Fracking Pipeline Threatens Sandy’s Worst-Hit Victims
From NYU Local
By Melissa Cronin
Just weeks after Hurricane Sandy walloped New York City in one of the most devastating episodes of destruction the city has ever seen, new safety concerns for those who were hardest-hit have come to light–namely, a pipeline for fracked gas that is proposed to go right underneath the battered areas, many of which are still without power.
The Williams’ Transco Rockaway Lateral Project will consist of a 3.17-mile, 26-inch pipeline, mostly offshore, planning to deliver natural gas to the Rockaways as early as 2014. Williams Transco, or Transcontinental Gas Pipe Line Corporation, is a subsidiary of The Williams Companies, Inc., which operates a 10,000-mile natural gas pipeline that stretches cross-country from Texas to NYC, among other pipelines.
Environmentalists and activists, who have started a petition asking the White House to take action against the pipeline’s development, fear that the pipeline will bring gas that is irresponsibly retrieved or contaminated with chemicals. The process used to retrieve natural gas, called hydraulic fracturing, involves shooting high-pressure streams of water, sand, and often-toxic, unspecified chemicals into the ground to get at natural gas reserves that lie 8,000 feet below the surface.
In particular, they worry that the gas, like many other natural gas sources, will contain the fracking chemical Radon, a carcinogen that, according to the Environmental Protection Agency, is the second-leading cause of lung cancer next to smoking.
A leading cause for concern, too, is the risk of pipeline explosion the project will bring to these already stressed communities. Williams has a history of pipeline explosions, like the one in September of 2008 that destroyed two homes and caused multiple injuries. The company was investigated and named responsible for the incident by the U.S. Department of Transportation.
However, on its website, Williams asserts that natural gas pipelines are the safest way to transport energy:
“Pipelines are the safest, most reliable and efficient manner of transporting energy products. Statistics gathered by the National Transportation Safety Board, a federal agency, indicate that less than one one-hundredth of one percent (.01%) of all transportation accidents in the U.S. are related to pipelines.”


_Work to complete:_ Return a copy of every line in the data below that contains "name".

_Data to use:_
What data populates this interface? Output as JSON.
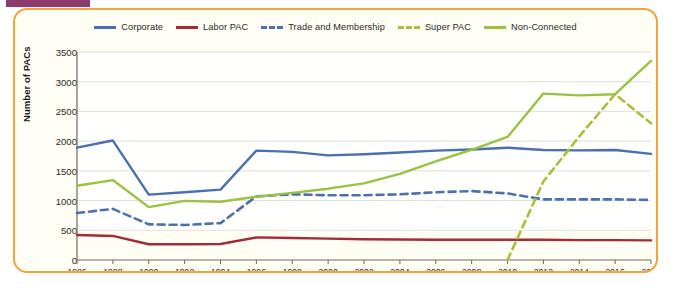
{
  "figure": {
    "frame_color": "#f0a53c",
    "background": "#fffef5",
    "tab_color": "#8d3a6e"
  },
  "chart_data": {
    "type": "line",
    "title": "",
    "xlabel": "",
    "ylabel": "Number of PACs",
    "ylim": [
      0,
      3500
    ],
    "ytick_step": 500,
    "yticks": [
      "0",
      "500",
      "1000",
      "1500",
      "2000",
      "2500",
      "3000",
      "3500"
    ],
    "grid": true,
    "legend_position": "top-center",
    "categories": [
      1986,
      1988,
      1990,
      1992,
      1994,
      1996,
      1998,
      2000,
      2002,
      2004,
      2006,
      2008,
      2010,
      2012,
      2014,
      2016,
      2018
    ],
    "xtick_labels": [
      "1986",
      "1988",
      "1990",
      "1992",
      "1994",
      "1996",
      "1998",
      "2000",
      "2002",
      "2004",
      "2006",
      "2008",
      "2010",
      "2012",
      "2014",
      "2016",
      "2018"
    ],
    "series": [
      {
        "name": "Corporate",
        "color": "#4a70b0",
        "style": "solid",
        "values": [
          1890,
          2010,
          1100,
          1140,
          1185,
          1840,
          1820,
          1760,
          1780,
          1810,
          1840,
          1860,
          1890,
          1850,
          1845,
          1850,
          1785
        ]
      },
      {
        "name": "Labor PAC",
        "color": "#a42a36",
        "style": "solid",
        "values": [
          420,
          405,
          265,
          265,
          270,
          380,
          370,
          360,
          350,
          345,
          340,
          340,
          340,
          340,
          335,
          335,
          330
        ]
      },
      {
        "name": "Trade and Membership",
        "color": "#4a70b0",
        "style": "dashed",
        "values": [
          790,
          860,
          600,
          590,
          620,
          1070,
          1105,
          1090,
          1090,
          1105,
          1140,
          1160,
          1120,
          1020,
          1020,
          1020,
          1010
        ]
      },
      {
        "name": "Super PAC",
        "color": "#a8bf3e",
        "style": "dashed",
        "values": [
          null,
          null,
          null,
          null,
          null,
          null,
          null,
          null,
          null,
          null,
          null,
          null,
          0,
          1320,
          2080,
          2790,
          2300
        ]
      },
      {
        "name": "Non-Connected",
        "color": "#9ac23e",
        "style": "solid",
        "values": [
          1250,
          1345,
          890,
          995,
          980,
          1065,
          1130,
          1200,
          1290,
          1450,
          1660,
          1855,
          2070,
          2800,
          2770,
          2790,
          3350
        ]
      }
    ]
  }
}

_Solution for this problem:_
        "name": "Corporate",
        "name": "Labor PAC",
        "name": "Trade and Membership",
        "name": "Super PAC",
        "name": "Non-Connected",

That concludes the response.